When I first began this blog back in June or whatever, I gave it the title Beloved Before Time. Why? Because, as you can see in the little description thingie to the right, I am coming to see true life as being something already fully accomplished, things that are "done deals." Wait a second, you ask, I've (hopefully) got many years yet to come. How can you say this?
Well, in reality, the Bible makes it clear that when it comes to being accepted by God and being loved by him, or living a God-honoring life in sync with how we were meant to live, everything is a matter of hearing God speak about what he has already done, is doing, or will certainly do, or what he has declared about us, and simply embracing its reality. God decided to adopt us as his children before time began (Eph 1.4-5). The covenant of blood securing our justification before God is equally ancient (Heb. 13.20-21). The decisive moment in history in which evil, sin, and the world were declared bankrupt of any lasting authority happened 1970 years ago upon a barren hillside outside of Jerusalem. Our sanctification is already complete (Heb 10.14). The apostle Paul even speaks of our future glorification in the past tense, a done deal (Rom 8.29-30). When Jesus cried out upon the cross, "It is finished," he wasn't talking about his life. Rather, he was talking about the moment in history to which all other moments point; the moment upon which all of the world's history past, present, and future will either be pierced unto death or unto repentance and life overflowing.
What God calls us to do is simply to embrace these realities. On the past event of the cross, we see the judgment of sin and the fact that God loves and forgives us. In the past event of the resurrection and ascension of Jesus, we see that eternal life is a reality to accept. It goes on like this. Even when Jeremiah was called into his prophetic role, he didn't hem and haw and fret nervously over what he should do. No, he learned that even before he was born God knew him and declared him to be a prophet to the nations (Jer 1.5). He found his life by responding to the already-conceived and declared word of God. Is this not the same for all of us?

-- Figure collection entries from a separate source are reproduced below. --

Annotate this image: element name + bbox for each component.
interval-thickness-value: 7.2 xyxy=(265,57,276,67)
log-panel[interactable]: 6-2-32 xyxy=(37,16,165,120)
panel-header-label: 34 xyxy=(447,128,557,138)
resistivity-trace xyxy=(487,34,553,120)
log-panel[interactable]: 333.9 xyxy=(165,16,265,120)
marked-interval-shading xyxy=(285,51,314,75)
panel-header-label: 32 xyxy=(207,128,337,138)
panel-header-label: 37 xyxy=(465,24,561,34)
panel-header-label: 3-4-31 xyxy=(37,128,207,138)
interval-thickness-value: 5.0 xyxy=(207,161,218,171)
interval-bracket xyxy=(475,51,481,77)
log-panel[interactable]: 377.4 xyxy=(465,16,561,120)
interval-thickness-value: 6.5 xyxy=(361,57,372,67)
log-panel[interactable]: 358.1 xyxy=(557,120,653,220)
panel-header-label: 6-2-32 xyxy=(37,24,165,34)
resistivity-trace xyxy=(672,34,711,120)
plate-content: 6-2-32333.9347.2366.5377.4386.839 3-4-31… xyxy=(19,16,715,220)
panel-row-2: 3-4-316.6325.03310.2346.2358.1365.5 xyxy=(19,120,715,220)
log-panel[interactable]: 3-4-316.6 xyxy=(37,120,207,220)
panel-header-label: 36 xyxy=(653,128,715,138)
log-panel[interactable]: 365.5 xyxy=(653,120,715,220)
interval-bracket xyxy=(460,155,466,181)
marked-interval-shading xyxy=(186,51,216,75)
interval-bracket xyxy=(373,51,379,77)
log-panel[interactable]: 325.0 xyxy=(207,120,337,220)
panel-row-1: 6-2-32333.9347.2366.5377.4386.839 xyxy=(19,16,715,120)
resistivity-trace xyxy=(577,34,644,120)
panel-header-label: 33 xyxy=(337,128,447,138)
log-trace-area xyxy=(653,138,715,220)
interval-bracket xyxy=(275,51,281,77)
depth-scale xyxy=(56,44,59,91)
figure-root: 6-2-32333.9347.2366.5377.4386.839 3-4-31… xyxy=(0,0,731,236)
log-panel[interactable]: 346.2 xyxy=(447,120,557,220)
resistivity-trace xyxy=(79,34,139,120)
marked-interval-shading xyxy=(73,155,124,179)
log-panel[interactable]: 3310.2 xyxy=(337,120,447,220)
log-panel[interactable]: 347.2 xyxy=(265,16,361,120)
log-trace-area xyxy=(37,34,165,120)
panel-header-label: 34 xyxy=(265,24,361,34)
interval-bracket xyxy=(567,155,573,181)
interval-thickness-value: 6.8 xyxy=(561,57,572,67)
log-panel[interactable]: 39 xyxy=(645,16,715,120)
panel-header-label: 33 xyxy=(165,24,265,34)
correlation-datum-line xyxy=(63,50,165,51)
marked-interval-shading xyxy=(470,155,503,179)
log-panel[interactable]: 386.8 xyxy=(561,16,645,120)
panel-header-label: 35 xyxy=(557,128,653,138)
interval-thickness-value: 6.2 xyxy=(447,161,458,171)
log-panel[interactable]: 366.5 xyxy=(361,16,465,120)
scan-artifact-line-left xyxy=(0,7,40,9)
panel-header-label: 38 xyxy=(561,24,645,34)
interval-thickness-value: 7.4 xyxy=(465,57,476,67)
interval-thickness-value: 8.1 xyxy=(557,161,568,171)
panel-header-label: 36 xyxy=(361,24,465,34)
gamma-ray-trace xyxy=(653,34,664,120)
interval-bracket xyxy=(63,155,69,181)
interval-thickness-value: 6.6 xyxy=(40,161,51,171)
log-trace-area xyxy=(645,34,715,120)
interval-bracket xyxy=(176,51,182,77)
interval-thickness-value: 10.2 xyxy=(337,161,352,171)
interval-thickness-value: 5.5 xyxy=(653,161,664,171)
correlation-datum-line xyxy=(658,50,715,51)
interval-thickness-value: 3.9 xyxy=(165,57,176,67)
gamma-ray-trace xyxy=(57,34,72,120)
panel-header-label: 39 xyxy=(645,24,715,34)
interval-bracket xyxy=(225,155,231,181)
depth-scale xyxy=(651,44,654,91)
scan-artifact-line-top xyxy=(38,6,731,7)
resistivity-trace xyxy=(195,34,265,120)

I could wax about the beauty of the sacraments and they give our faith new life by serving as concrete symbols pointing us back to the cross and the purification purchased therein. Or I could go on with how I've been seeing this work out in the visions and oracles given to Zechariah--and I will. But until then I'll leave you with some related words from one of my favorite observers of life, Eugene Peterson:
Worship is the essential and central act of the Christian. We do many other things in preparation for and as a result of worship: sing, write, witness, heal, teach, paint, serve, help, build, clean, smile. But the centering act is worship. Worship is the act of giving committed attention to the being and action of God [not ourselves!]. The Christian life is posited on the faith that God is in action. When we worship, it doesn't look like we are doing much--and we aren't. We are looking at what God is doing and orienting our action to the compass points of creation and covenant, judgment and salvation (Reversed Thunder, pp. 140-141).*
The cry for and questioning of God's judgment, "How long?" is now established in its proper context, the act of worship. Judgment is ... experienced as the long-ago launched, deeply worked out, thoroughly accomplished action of God which we entered into through our baptism, the consequences of which we share in our salvation, which we participate in by means of our worship, and the completion of which we already celebrate by means of word and sacrament (ibid, p. 144).
*Eugene H. Peterson, Reversed Thunder: The Revelation of John & the Praying Imagination (San Francisco: Harper Collins, 1988).
1 comment:
So, if you decide you're not supposed to be either a missionary or a teacher you can always write for a living. "It is finished" - the pivot point of creation and time.